10-10-2005 10:48 AM
10-11-2005 03:21 AM
10-11-2005 07:26 AM
Lul
Thanks for responding, and greetings from the US.
Initially, I tried using the Serial Character Event to do the job because I supected that it would produce an output telling me when a character was available. I could not get it to work and the HELP was too vague to be useful. So, I came up with the idea of using the Bytes At Port property node to tell me when caharacters were in the buffer instead of it intended use, telling the Read VI how mwny characters were in the buffer. It was a "work-around". If, as you say, the Serial Character Event does indicate when a character is available then it is the proper method to use for receiving serial data. It would be exactly the method I would and have used in other programming languages for the last 20+ years. Can you show me a working example of the Serial Character Event method?
Wilber
10-11-2005 08:56 AM
10-11-2005 09:46 AM
Lul
More experienced at Assembly language than C, but you are right about having to get used to thinking LabVIEW. They are very different. It is nice to know that I'm advanced enough in LabVIEW to have come up with the solution of using Bytes at Port as a "status" without any outside help. It must mean that I am thinking more LabVIEW. I really like it, too!. Not only do I have a seat at work, but being a student currently, I purchased the Student edition for myself. I'm using IMAQ for USB and a CCD Web Cam. I plan to use it with my school work. After all these years I'm going for my EE degree.
Thanks for you insight!
Wilber
11-11-2005 03:28 PM
@Lul
i dont agree with you. Using Byte at port means that you are polling the serial interface every N ms. Take a look at:
http://forums.ni.com/ni/board/message?board.id=170&message.id=91386&query.id=118883#M91386
seems that Madri (student) made what wilber was looking for, that's to say an interrupted version at high level. We know that at low level, recent micro manage the serial interface with interrupts, so the assembly code is written in the fashion described by wilber. I made a program that emulate a Modbus slave, so i have to choose a COM port and wait there for bytes to arrive. Do you think that using "byte at port" is performing better than having an interrupt (=wait on notification, VISA wait on char, using queues structures, ecc...) ?? IMHO i dont think so!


* About this task
Beneath this task are the entries; from the line with "Where can I find 'wheel'?" through the last one, transcribe every line exactly and nothing else, skipping pictures.

* Data for review
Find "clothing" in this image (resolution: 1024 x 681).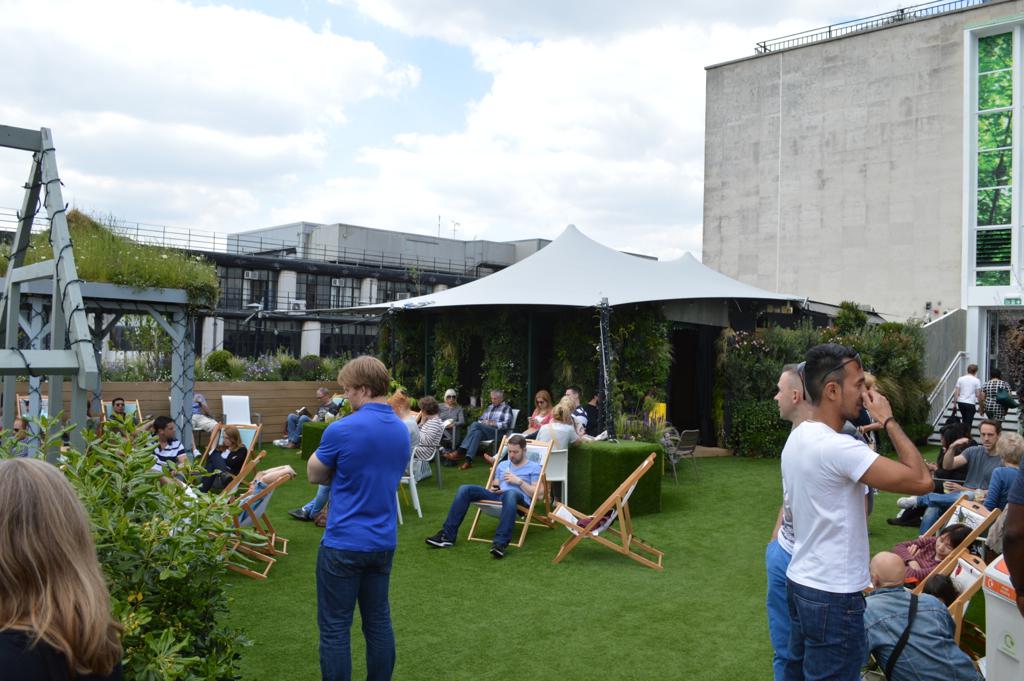
left=0, top=624, right=128, bottom=680.
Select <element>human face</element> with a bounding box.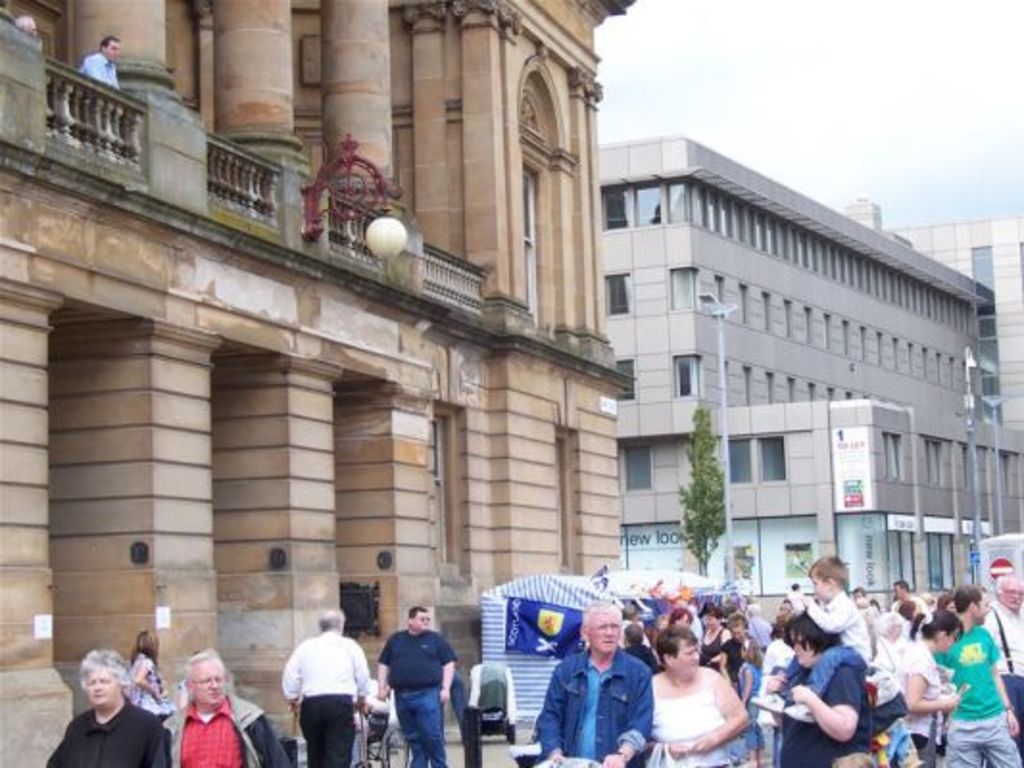
Rect(811, 574, 828, 603).
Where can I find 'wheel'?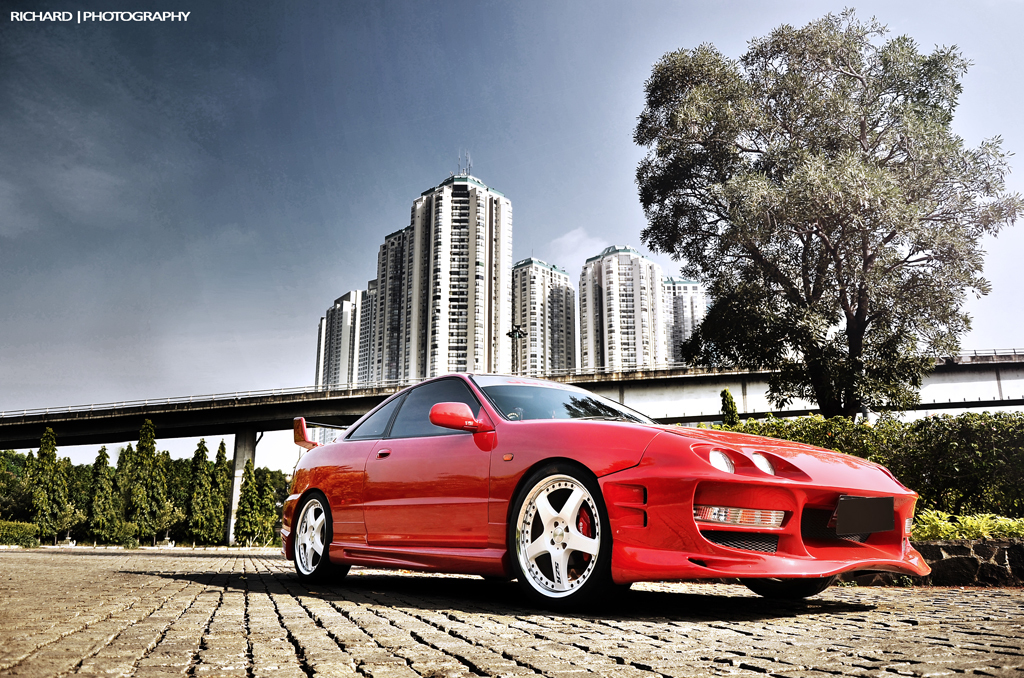
You can find it at (x1=289, y1=491, x2=352, y2=588).
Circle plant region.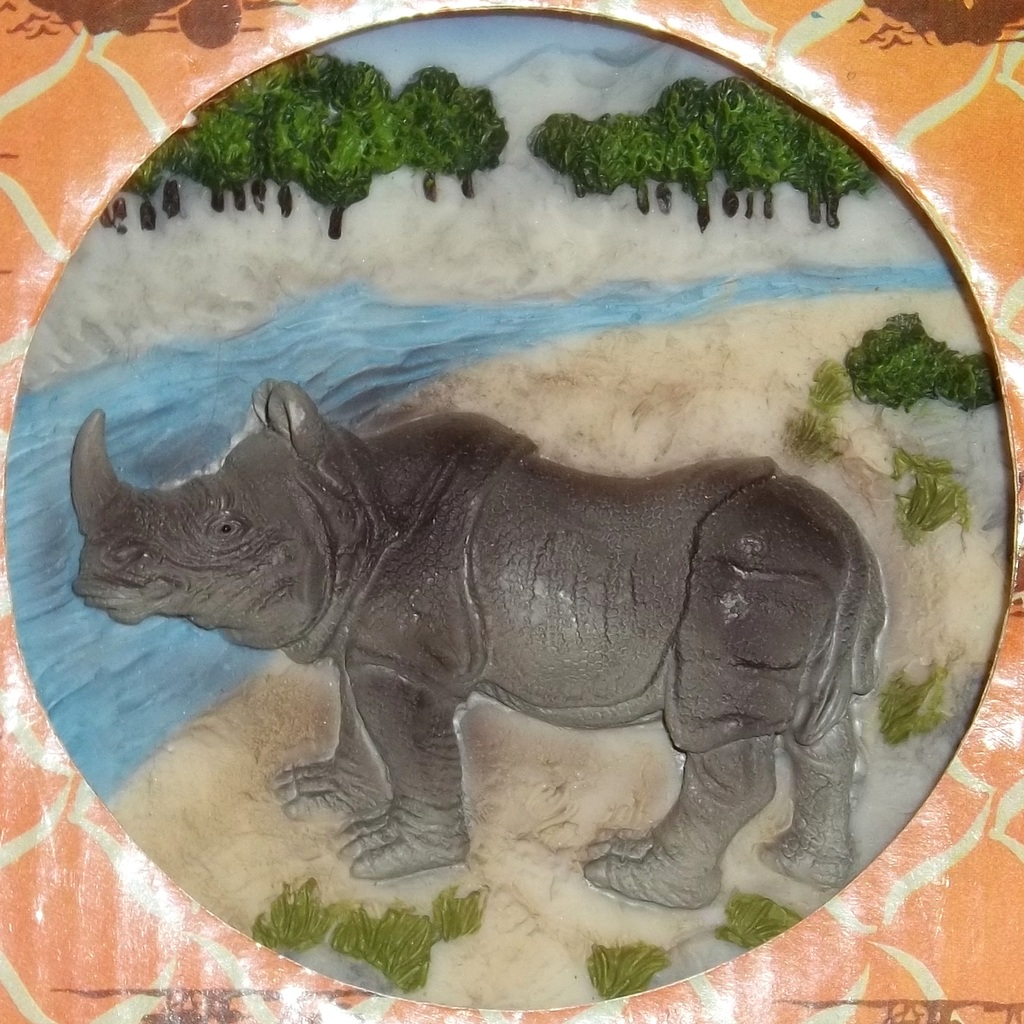
Region: detection(844, 305, 998, 414).
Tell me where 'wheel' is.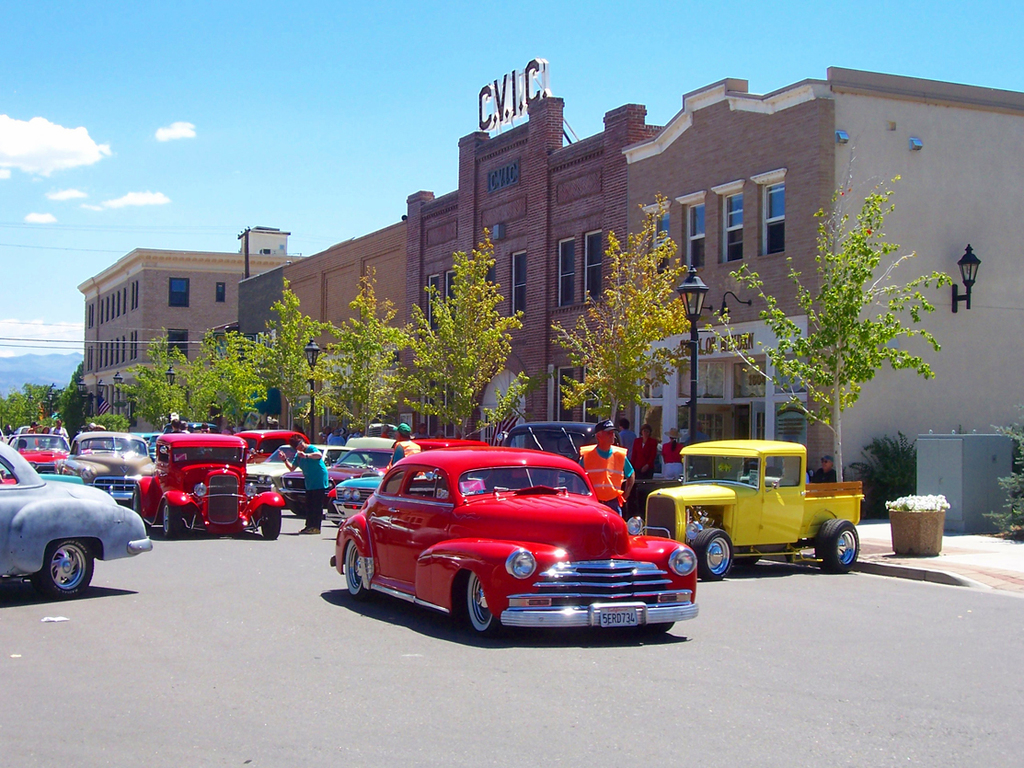
'wheel' is at rect(164, 501, 178, 540).
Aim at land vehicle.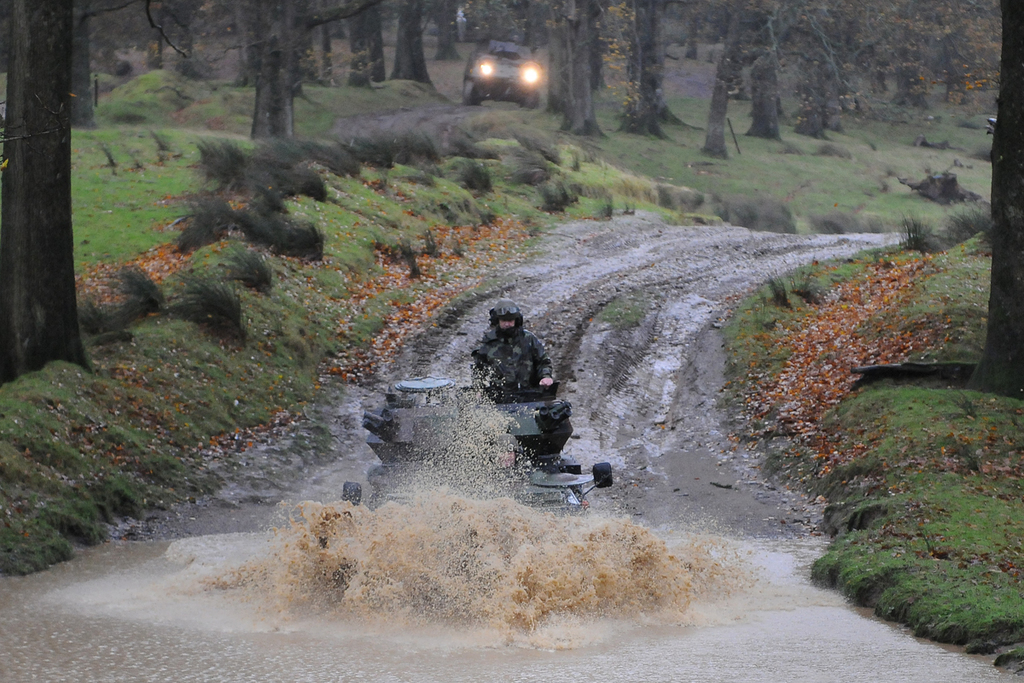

* Response area
Where can I find 'wheel'?
You can find it at (x1=289, y1=491, x2=352, y2=588).
Circle plant region.
Region: detection(844, 305, 998, 414).
Tell me where 'wheel' is.
'wheel' is at rect(164, 501, 178, 540).
Aim at land vehicle.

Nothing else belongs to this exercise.